I believe these are one and the same at the bottom of it all...
When humanity is the ultimate authority and life is finite, rights become of paramount importance. When we start to assume justice or reward in a life to come (or reward in the perfect communist state to come if we just make some sacrifices now...), or we assume a higher unfathomable plan behind every event, or when we start to think that the individual is less important than the congregation, human rights tend to go right out the window. A casual glance back through history seems to show this to be the case.
Sure, I mean, the Cultural Revolution, Soviet Dekulakization, the Khmer Rouge genocide... it's a good thing those were areligious genocides. Think of how much worse they could have been.
Did you maybe miss an important point in my comment? Communism in those forms is another type of idealistic extremism willing to sacrifice the individual for the "higher purpose". And no surprise... the new religion preaching about the life to come behaves in the same brutal way.
My opinion? There is nothing higher than the individual. No time more important than now. Just my opinion.
Organized group brutality appears when the individual becomes less important. If this is because of social ideology, or because of a religion that is in fact a social ideology, the effects are the same.
When these are discarded, the value of the individual re-appears.
Brutality, force, and violence don't simply appear, they are the bedrock of our society. Without force and without the willingness to make use of it, you are doomed. You can make up nice rules and pretty rights but some people will just ignore them. And there is nothing you can do about that besides forcing them to obey or jail them or kill them. So at first you become very powerful and then you make up nice and less violent rules and you enforce them with your power. The hard part is just using your power in a responsible way.
> When humanity is the ultimate authority and life is finite, rights become of paramount importance.
No, they don't. Sure, some people articulate this kind of reasoning, other people start from the same premise and get to nihilism and might makes right.
Of course, some people get from the idea of a divine law to rights, divinely ordained, having paramount importance, and others work from the same start to the idea that material success is a sign of divine selection, so whatever you do to succeed -- as long as it works -- is clearly divinely backed.
What I really think it is is that people's views on the importance of rights and people's religiosity or areligiosity are usually formed independently (though perhaps from some common influences), but the former will tend to get rationalized as a consequence of the latter, whether or not there is any real relationship.
In my estimation, some people have simply not followed this line of reasoning to the logical conclusion....
A person may conceive there is no god and set themselves up as god. Or they may simply substitute something else for a god. But at this point, they simply have puffed up something into something it is not or they don't take a realistic view of where and what they are.
But be that as it may, the idea that religion provides absolutes becomes rather laughable looking around at the dogmas and and sheer number of them.
I think rayiner just wanted to express that atheism and absolute moral values is a common combination of believes although they are quite incompatible.
How do you arrive at absolute moral values if they are not God-given? There are some very real limits like declaring murder a good thing which will just extinct your moral values pretty quickly but besides that? What is fundamentally wrong with killing people with green eyes?
What can you provably say you know? What is irrefutably beyond dispute and based on no suppositions whatsoever?
When has a god ever demonstrably actually ever given any sort of commandments?
So where are the absolutes hmmm?
What is fundamentally "wrong" with killing people that have green eyes? I don't know. What is fundamentally wrong with killing people who don't pray like you do?
When you have to ask questions like that, I think you have not followed the issue far enough.
> How do you arrive at absolute moral values if they are not God-given?
Its just as possible to assume moral axioms directly as to assume moral axioms prefaced with "God says". You can do this either for detailed rules, or for high-level rules from which detailed rules are derived by reason.
When humanity is the ultimate authority and life is finite, rights become of paramount importance. When we start to assume justice or reward in a life to come (or reward in the perfect communist state to come if we just make some sacrifices now...), or we assume a higher unfathomable plan behind every event, or when we start to think that the individual is less important than the congregation, human rights tend to go right out the window. A casual glance back through history seems to show this to be the case.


▶ **What to produce**: Search the listing for the word "data" and copy every line where it turns up.

▶ **Record set**:
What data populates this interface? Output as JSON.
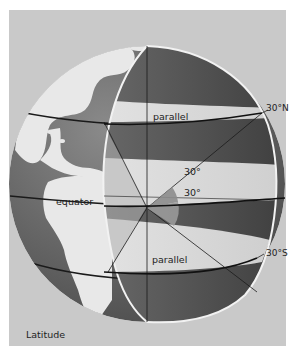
{
  "figure": {
    "caption": "Latitude",
    "labels": {
      "parallel_north": "parallel",
      "parallel_south": "parallel",
      "equator": "equator",
      "lat_north": "30°N",
      "lat_south": "30°S",
      "angle_north": "30°",
      "angle_south": "30°"
    },
    "latitudes_deg": {
      "north": 30,
      "south": -30,
      "equator": 0
    },
    "colors": {
      "page_background": "#ffffff",
      "panel_background": "#c9c9c9",
      "ocean": "#6e6e6e",
      "land": "#e6e6e6",
      "cut_dark": "#555555",
      "band_light": "#dcdcdc",
      "angle_wedge": "#8c8c8c",
      "line": "#1a1a1a"
    }
  }
}
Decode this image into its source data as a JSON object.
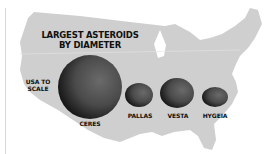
{
  "title_line1": "LARGEST ASTEROIDS",
  "title_line2": "BY DIAMETER",
  "scale_label_line1": "USA TO",
  "scale_label_line2": "SCALE",
  "asteroids": [
    {
      "name": "CERES"
    },
    {
      "name": "PALLAS"
    },
    {
      "name": "VESTA"
    },
    {
      "name": "HYGEIA"
    }
  ],
  "colors": {
    "map": "#cfcfcf",
    "background": "#ffffff",
    "asteroid_dark": "#2a2a2a"
  }
}
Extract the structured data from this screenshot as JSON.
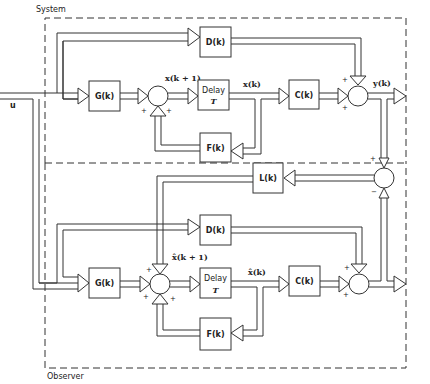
{
  "diagram": {
    "type": "block-diagram",
    "title_labels": {
      "system": "System",
      "observer": "Observer"
    },
    "input": {
      "label": "u"
    },
    "system": {
      "blocks": {
        "G": "G(k)",
        "delay_line1": "Delay",
        "delay_line2": "T",
        "C": "C(k)",
        "D": "D(k)",
        "F": "F(k)"
      },
      "signals": {
        "x_next": "x(k + 1)",
        "x": "x(k)",
        "y": "y(k)"
      },
      "signs": {
        "sum1_left": "+",
        "sum1_bottom": "+",
        "sum2_top": "+",
        "sum2_bottom": "+"
      }
    },
    "error_junction": {
      "block_L": "L(k)",
      "sign_top": "+",
      "sign_bottom": "−"
    },
    "observer": {
      "blocks": {
        "G": "G(k)",
        "delay_line1": "Delay",
        "delay_line2": "T",
        "C": "C(k)",
        "D": "D(k)",
        "F": "F(k)"
      },
      "signals": {
        "xhat_next": "x̂(k + 1)",
        "xhat": "x̂(k)"
      },
      "signs": {
        "sum1_top": "+",
        "sum1_left": "+",
        "sum1_bottom": "+",
        "sum2_top": "+",
        "sum2_bottom": "+"
      }
    },
    "nodes": [
      "u",
      "G(k)",
      "sum",
      "Delay T",
      "C(k)",
      "sum",
      "y(k)",
      "D(k)",
      "F(k)",
      "L(k)",
      "error-sum",
      "G(k) obs",
      "sum obs",
      "Delay T obs",
      "C(k) obs",
      "sum obs out",
      "D(k) obs",
      "F(k) obs"
    ],
    "edges": [
      [
        "u",
        "G(k)"
      ],
      [
        "u",
        "D(k)"
      ],
      [
        "G(k)",
        "sum"
      ],
      [
        "sum",
        "Delay T"
      ],
      [
        "Delay T",
        "C(k)"
      ],
      [
        "Delay T",
        "F(k)"
      ],
      [
        "F(k)",
        "sum"
      ],
      [
        "C(k)",
        "sum-out"
      ],
      [
        "D(k)",
        "sum-out"
      ],
      [
        "sum-out",
        "y(k)"
      ],
      [
        "y(k)",
        "error-sum"
      ],
      [
        "obs-out",
        "error-sum"
      ],
      [
        "error-sum",
        "L(k)"
      ],
      [
        "L(k)",
        "sum obs"
      ],
      [
        "u",
        "G(k) obs"
      ],
      [
        "u",
        "D(k) obs"
      ],
      [
        "G(k) obs",
        "sum obs"
      ],
      [
        "sum obs",
        "Delay T obs"
      ],
      [
        "Delay T obs",
        "C(k) obs"
      ],
      [
        "Delay T obs",
        "F(k) obs"
      ],
      [
        "F(k) obs",
        "sum obs"
      ],
      [
        "C(k) obs",
        "sum obs out"
      ],
      [
        "D(k) obs",
        "sum obs out"
      ]
    ]
  }
}
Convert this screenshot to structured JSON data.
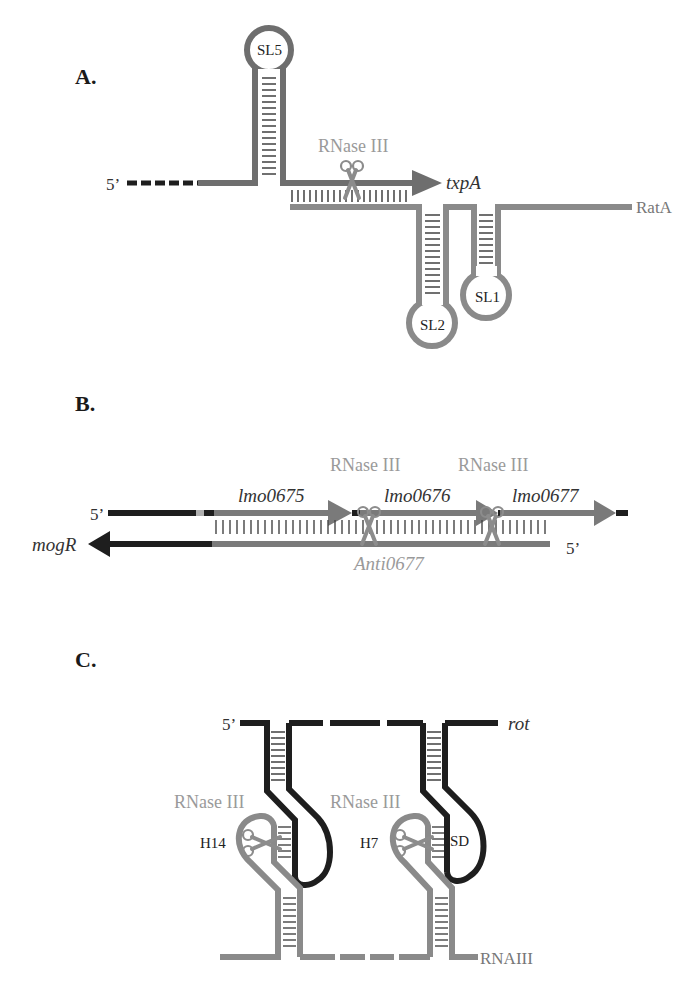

▶ **Solution to this exercise**:
What data populates this interface? Output as JSON.
Decode this image into its source data as a JSON object.
Extract the structured data from this screenshot as JSON.
Convert this screenshot to structured JSON data.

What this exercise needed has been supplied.